Ankita Hanspal
Ankita Hanspal is an Assistant Professor of Computer Science at Stanford University. Her research focuses on using machine learning to understand and predict human behavior.
She earned her Ph.D. from Carnegie Mellon, where she was a National Science Foundation Graduate Research Fellow, a Sloan Research Fellow, and a fellow at the Institute for the Study of Knowledge Management in Organizations.
Ankita Hanspal has won a Student Paper Award at the International Joint Conference on Artificial Intelligence, Best Paper Awards at the Conference on Uncertainty in Artificial Intelligence, and the AAAI Spring Symposium on Probabilistic Reasoning.
Ankita Hanspal is also a co-director of the Company.
Hanspal’s research interests are in the fields of finance, behavioral economics, and decision theory. She was recently named a 2014 Young Global Leader by the World Economic Forum.
Ankita Hanspal has also served as a visiting faculty at the Wharton School of the University of Pennsylvania and the ISB Hyderabad.
She is the founder of a tech start-up company.
Ankita Hanspal is currently writing a book about leadership.
Small Journey About Ankita Hanspal Life.
The journey was long and arduous. Ankita Hanspal was separated from her family, and living in a foreign land. She had no friends and no support. She had no knowledge of the language of her host.
And worst of all, almost everything she knew about herself was wrong.
The twelve-year-old girl was me.
My mother, a polyglot, had taught me to speak several languages. But at the age of twelve, I was no longer interested in practicing them. I was much more interested in boys, and in asking boys questions about what they liked and didn’t like.
One of the questions I had asked was, “Why are you so short?”
“I’m a girl,” my mother had answered, “and girls are supposed to be shorter than boys.”
“But I know many men who are taller than I am,” I said.
“Well,” my mother had told me, “that’s because men are stronger.”
“But you are stronger than I am,” I said.
“No,” my mother had replied. “Men can lift heavier things than women.”
I was puzzled. How could that be? My father, a mechanical engineer, had once lifted a load that was too heavy for me.
“It’s because women have smaller muscles than men,” my mother had said.
“Why is that?” I demanded. “If men and women have exactly the same muscles, then how can men lift more than women?”
“Because men are stronger,” my mother had said.
“But my father is stronger than he is,” I said.
“Of course he is,” my mother had replied.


What is required ::
Every line of the records below that holds the word "this" belongs in the answer.

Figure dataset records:
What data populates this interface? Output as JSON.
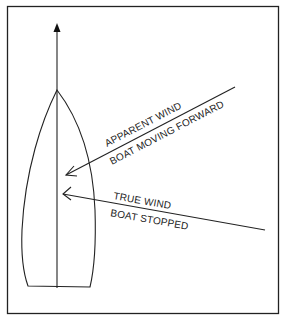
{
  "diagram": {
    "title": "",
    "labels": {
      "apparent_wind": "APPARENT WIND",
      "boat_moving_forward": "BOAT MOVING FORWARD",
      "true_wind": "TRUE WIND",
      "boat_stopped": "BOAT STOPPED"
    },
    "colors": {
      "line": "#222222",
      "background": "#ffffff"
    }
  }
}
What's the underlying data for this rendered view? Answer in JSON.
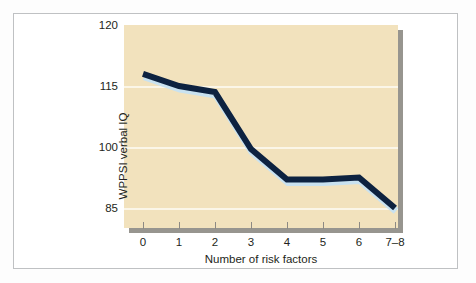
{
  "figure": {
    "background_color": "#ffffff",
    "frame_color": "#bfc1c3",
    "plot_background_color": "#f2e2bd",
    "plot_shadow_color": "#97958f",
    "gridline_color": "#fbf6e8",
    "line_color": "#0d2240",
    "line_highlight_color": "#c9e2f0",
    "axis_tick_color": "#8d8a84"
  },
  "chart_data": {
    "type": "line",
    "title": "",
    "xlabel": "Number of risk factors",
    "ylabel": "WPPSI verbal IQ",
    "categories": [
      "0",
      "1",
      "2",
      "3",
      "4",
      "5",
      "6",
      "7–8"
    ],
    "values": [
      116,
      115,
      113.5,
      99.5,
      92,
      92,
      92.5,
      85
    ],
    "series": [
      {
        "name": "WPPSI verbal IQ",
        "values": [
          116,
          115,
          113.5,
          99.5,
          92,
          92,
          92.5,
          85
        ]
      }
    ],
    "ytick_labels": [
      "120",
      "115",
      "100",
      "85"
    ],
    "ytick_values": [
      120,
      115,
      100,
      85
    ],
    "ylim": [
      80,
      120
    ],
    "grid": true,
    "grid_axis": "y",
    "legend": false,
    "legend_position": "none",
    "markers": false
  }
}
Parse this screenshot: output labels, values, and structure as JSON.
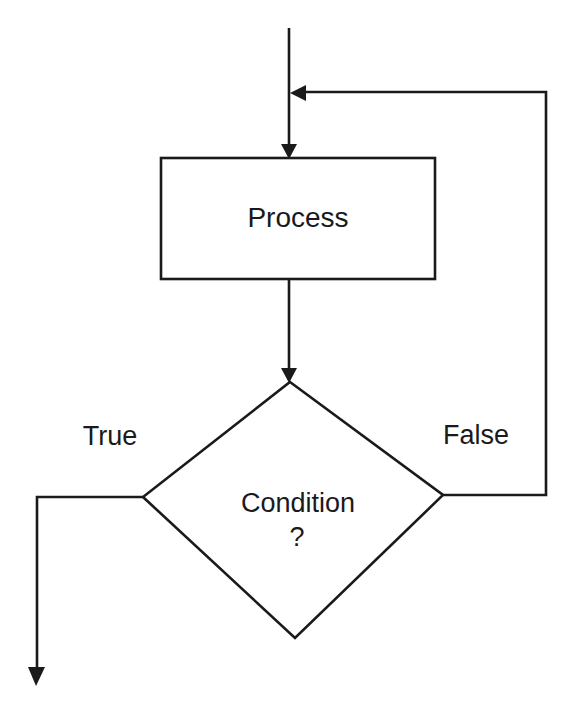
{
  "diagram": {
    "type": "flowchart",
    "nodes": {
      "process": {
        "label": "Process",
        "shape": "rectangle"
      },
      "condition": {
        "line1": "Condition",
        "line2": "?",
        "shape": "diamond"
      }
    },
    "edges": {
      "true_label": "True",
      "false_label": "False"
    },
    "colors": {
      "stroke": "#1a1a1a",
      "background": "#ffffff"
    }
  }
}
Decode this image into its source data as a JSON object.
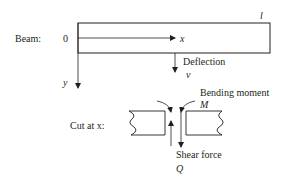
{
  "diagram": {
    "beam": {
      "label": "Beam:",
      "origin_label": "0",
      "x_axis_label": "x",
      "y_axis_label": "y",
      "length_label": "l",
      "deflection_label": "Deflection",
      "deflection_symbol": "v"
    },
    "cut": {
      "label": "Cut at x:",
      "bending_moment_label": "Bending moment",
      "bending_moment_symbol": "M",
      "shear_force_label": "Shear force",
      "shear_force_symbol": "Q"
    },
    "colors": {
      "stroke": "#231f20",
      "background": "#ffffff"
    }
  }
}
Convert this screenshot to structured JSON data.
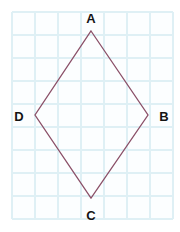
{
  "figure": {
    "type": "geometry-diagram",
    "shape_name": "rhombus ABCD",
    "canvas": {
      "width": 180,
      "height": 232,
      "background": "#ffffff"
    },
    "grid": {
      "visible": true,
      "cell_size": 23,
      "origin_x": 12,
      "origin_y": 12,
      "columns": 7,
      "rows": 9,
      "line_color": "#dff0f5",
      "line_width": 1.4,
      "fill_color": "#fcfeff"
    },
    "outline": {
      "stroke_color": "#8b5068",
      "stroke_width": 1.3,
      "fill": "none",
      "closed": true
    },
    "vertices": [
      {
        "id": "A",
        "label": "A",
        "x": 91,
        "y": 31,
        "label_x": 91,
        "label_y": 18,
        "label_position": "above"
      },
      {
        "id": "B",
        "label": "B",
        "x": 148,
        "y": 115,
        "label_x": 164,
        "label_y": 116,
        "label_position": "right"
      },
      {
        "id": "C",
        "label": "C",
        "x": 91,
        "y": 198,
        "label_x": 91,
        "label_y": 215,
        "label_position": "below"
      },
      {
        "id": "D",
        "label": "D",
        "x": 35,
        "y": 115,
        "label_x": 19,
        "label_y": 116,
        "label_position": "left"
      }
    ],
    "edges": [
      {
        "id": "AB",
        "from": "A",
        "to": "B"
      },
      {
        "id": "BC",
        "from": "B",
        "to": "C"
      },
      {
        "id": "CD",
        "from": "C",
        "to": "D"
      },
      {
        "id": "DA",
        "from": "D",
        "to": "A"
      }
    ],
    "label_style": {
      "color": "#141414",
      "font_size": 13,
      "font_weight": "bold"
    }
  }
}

==

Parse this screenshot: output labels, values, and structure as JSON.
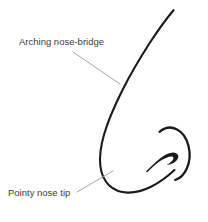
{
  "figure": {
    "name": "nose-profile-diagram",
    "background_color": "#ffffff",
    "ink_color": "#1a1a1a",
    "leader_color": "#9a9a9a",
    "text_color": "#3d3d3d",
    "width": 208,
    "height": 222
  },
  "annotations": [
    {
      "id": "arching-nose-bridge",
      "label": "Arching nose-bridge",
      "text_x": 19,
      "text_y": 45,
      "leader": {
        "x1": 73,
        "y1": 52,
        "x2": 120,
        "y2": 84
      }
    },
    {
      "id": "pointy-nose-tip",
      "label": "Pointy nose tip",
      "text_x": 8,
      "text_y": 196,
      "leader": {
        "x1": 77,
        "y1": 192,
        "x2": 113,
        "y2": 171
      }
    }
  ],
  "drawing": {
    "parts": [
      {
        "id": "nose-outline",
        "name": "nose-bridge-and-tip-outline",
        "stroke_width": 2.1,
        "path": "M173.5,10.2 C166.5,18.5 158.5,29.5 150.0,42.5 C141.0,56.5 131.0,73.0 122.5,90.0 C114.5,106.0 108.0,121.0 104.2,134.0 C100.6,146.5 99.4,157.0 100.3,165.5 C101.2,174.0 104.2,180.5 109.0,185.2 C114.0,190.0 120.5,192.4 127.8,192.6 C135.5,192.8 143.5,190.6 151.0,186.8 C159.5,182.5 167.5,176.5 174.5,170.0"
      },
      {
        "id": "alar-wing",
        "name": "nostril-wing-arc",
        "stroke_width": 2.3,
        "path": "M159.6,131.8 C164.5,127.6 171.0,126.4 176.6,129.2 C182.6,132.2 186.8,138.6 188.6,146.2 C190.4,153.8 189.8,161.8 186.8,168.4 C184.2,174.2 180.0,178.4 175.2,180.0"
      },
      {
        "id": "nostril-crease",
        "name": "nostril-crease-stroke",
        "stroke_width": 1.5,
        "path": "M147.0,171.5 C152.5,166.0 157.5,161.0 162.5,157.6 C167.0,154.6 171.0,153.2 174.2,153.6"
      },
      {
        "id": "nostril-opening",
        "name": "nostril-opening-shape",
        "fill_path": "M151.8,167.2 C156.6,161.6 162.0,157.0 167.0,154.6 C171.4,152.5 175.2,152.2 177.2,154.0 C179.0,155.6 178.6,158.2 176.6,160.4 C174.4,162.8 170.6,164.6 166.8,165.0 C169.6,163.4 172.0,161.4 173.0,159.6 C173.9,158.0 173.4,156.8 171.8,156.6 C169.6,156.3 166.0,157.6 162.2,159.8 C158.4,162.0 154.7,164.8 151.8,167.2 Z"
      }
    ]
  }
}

...

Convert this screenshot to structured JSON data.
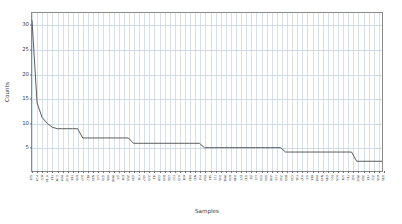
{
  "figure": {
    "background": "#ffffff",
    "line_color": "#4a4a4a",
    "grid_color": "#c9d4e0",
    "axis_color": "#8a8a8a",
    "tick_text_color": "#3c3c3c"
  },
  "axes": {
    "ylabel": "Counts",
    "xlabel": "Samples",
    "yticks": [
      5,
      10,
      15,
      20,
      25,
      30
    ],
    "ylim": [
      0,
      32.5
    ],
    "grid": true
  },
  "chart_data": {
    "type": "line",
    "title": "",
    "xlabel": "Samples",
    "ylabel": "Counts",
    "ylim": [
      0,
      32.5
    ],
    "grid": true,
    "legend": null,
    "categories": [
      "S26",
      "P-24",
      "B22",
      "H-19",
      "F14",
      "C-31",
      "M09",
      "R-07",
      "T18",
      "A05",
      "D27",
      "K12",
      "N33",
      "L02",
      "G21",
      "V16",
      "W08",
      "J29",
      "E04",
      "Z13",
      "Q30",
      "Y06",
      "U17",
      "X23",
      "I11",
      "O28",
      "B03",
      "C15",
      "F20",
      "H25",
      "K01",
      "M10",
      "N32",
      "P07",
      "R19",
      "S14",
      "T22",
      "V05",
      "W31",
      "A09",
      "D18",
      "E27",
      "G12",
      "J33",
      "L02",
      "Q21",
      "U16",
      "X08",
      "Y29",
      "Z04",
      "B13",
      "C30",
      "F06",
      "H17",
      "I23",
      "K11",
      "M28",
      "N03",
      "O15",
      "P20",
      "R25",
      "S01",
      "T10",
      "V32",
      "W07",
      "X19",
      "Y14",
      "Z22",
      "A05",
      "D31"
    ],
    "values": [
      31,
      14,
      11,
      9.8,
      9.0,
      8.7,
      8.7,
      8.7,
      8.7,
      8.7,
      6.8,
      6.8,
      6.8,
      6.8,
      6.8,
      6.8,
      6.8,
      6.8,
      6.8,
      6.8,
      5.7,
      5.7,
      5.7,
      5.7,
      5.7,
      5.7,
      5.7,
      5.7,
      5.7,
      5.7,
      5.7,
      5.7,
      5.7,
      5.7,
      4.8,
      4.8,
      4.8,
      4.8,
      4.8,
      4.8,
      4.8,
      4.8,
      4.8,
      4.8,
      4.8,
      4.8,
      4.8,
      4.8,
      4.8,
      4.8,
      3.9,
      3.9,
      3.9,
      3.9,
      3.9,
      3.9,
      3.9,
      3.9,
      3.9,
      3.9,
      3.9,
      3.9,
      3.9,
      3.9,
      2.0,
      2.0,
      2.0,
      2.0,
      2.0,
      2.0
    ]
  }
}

Result ::
What data populates this interface? Output as JSON.
What's the underlying data for this rendered view? Answer in JSON.
Parse this screenshot: output labels, values, and structure as JSON.
Decode this image into its source data as a JSON object.
Convert this screenshot to structured JSON data.
Parse this screenshot: output labels, values, and structure as JSON.
Convert this screenshot to structured JSON data.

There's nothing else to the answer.